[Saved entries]
━━━━━━━━━━━━━━━━

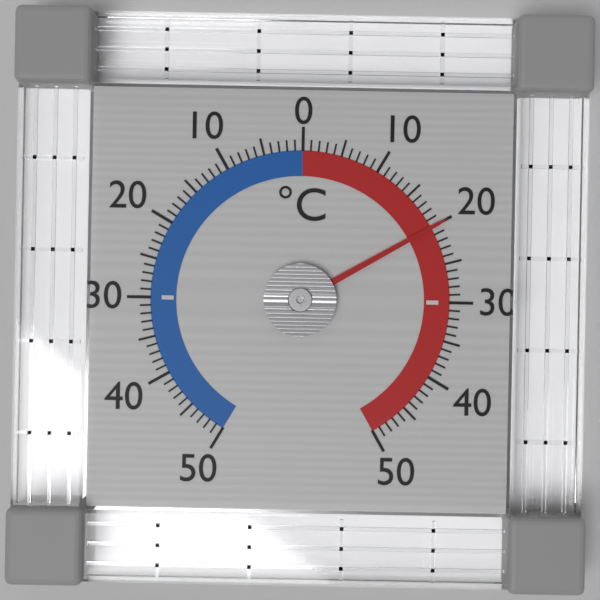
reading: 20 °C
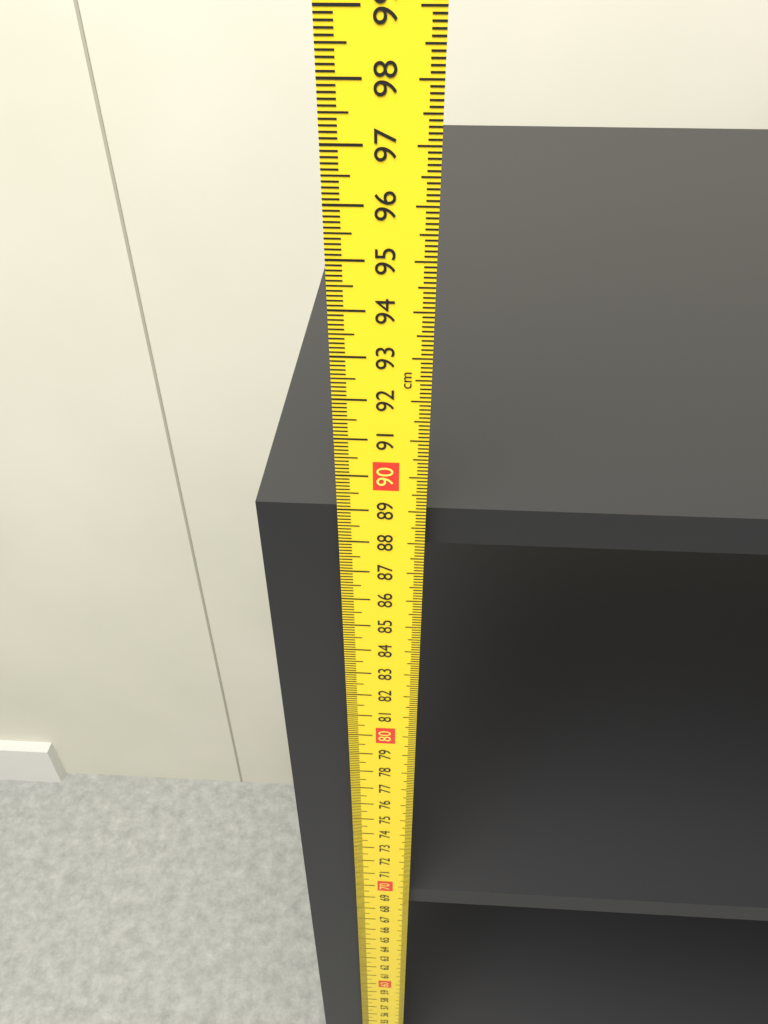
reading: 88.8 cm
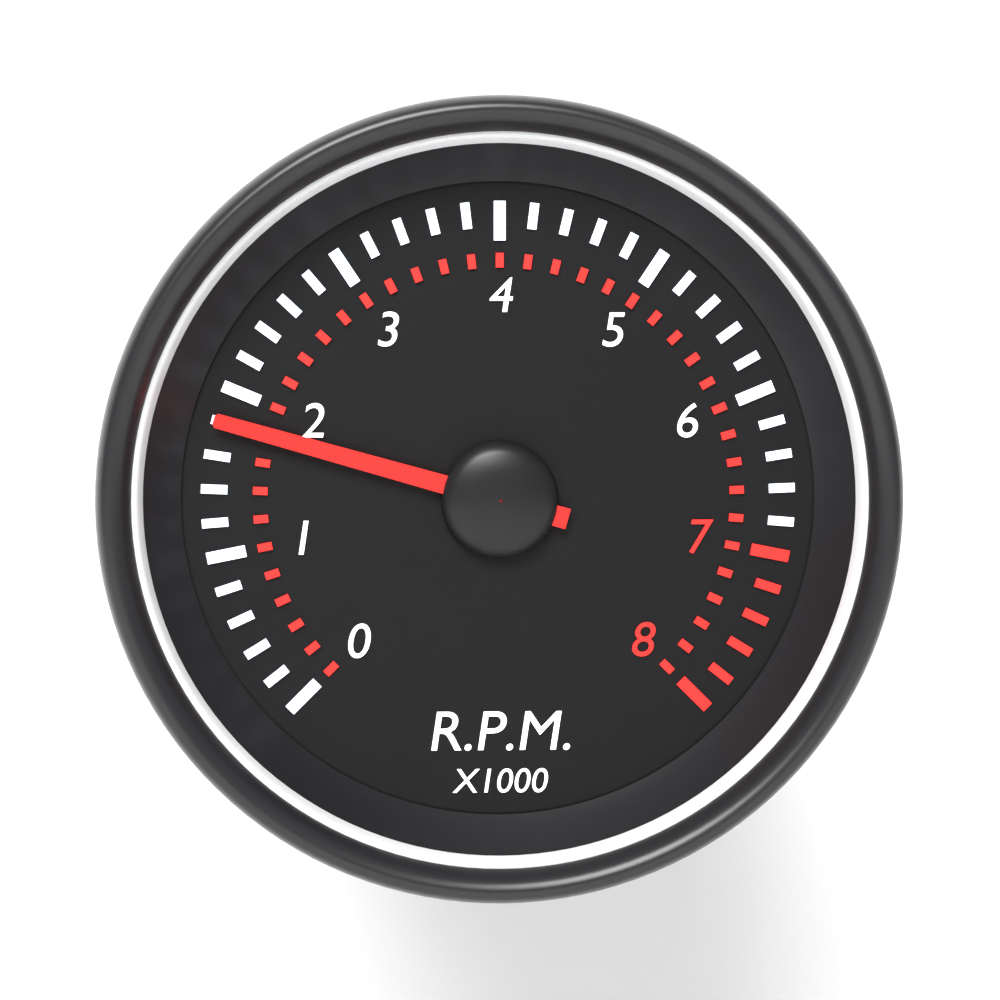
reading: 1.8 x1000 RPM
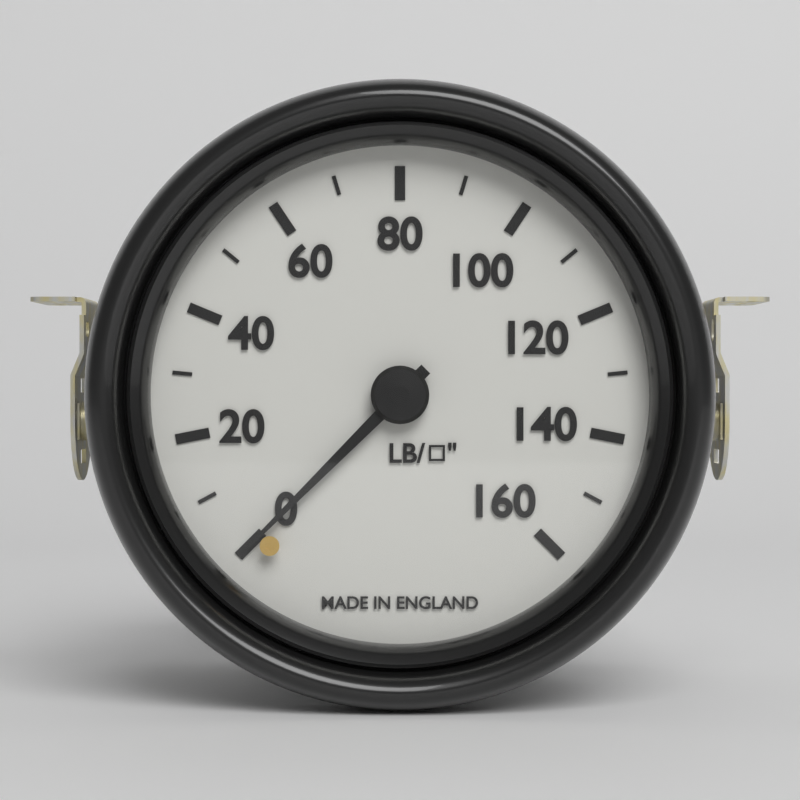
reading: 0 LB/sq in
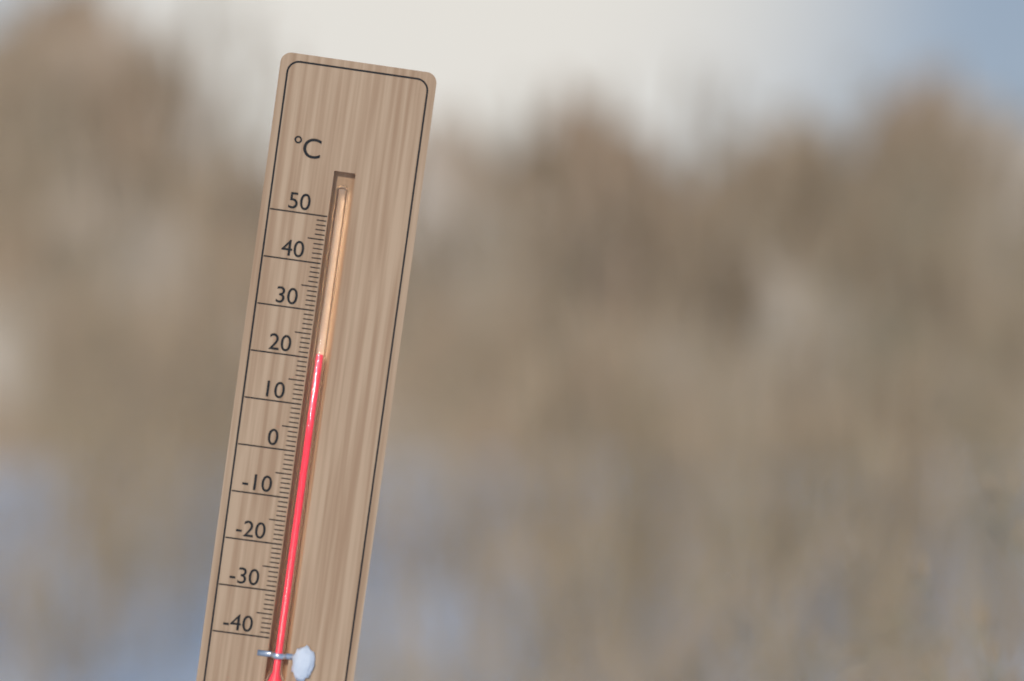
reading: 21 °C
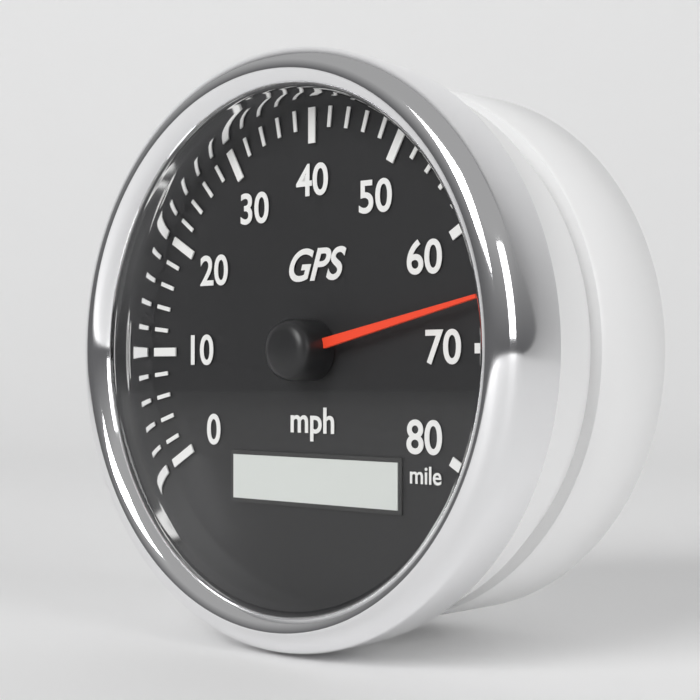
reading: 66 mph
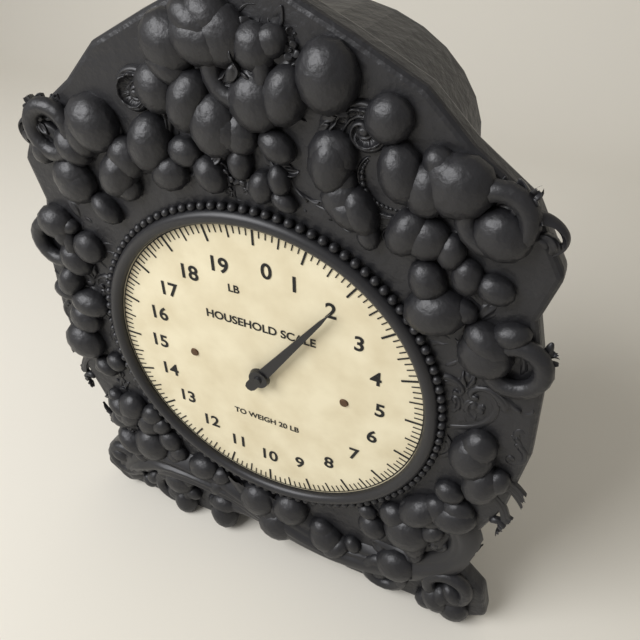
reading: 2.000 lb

━━━━━━━━━━━━━━━━

__What you will do__.
Give the preceding data back exactly, minus every picture.

__Answer space__.
reading: 20 °C
reading: 88.8 cm
reading: 1.8 x1000 RPM
reading: 0 LB/sq in
reading: 21 °C
reading: 66 mph
reading: 2.000 lb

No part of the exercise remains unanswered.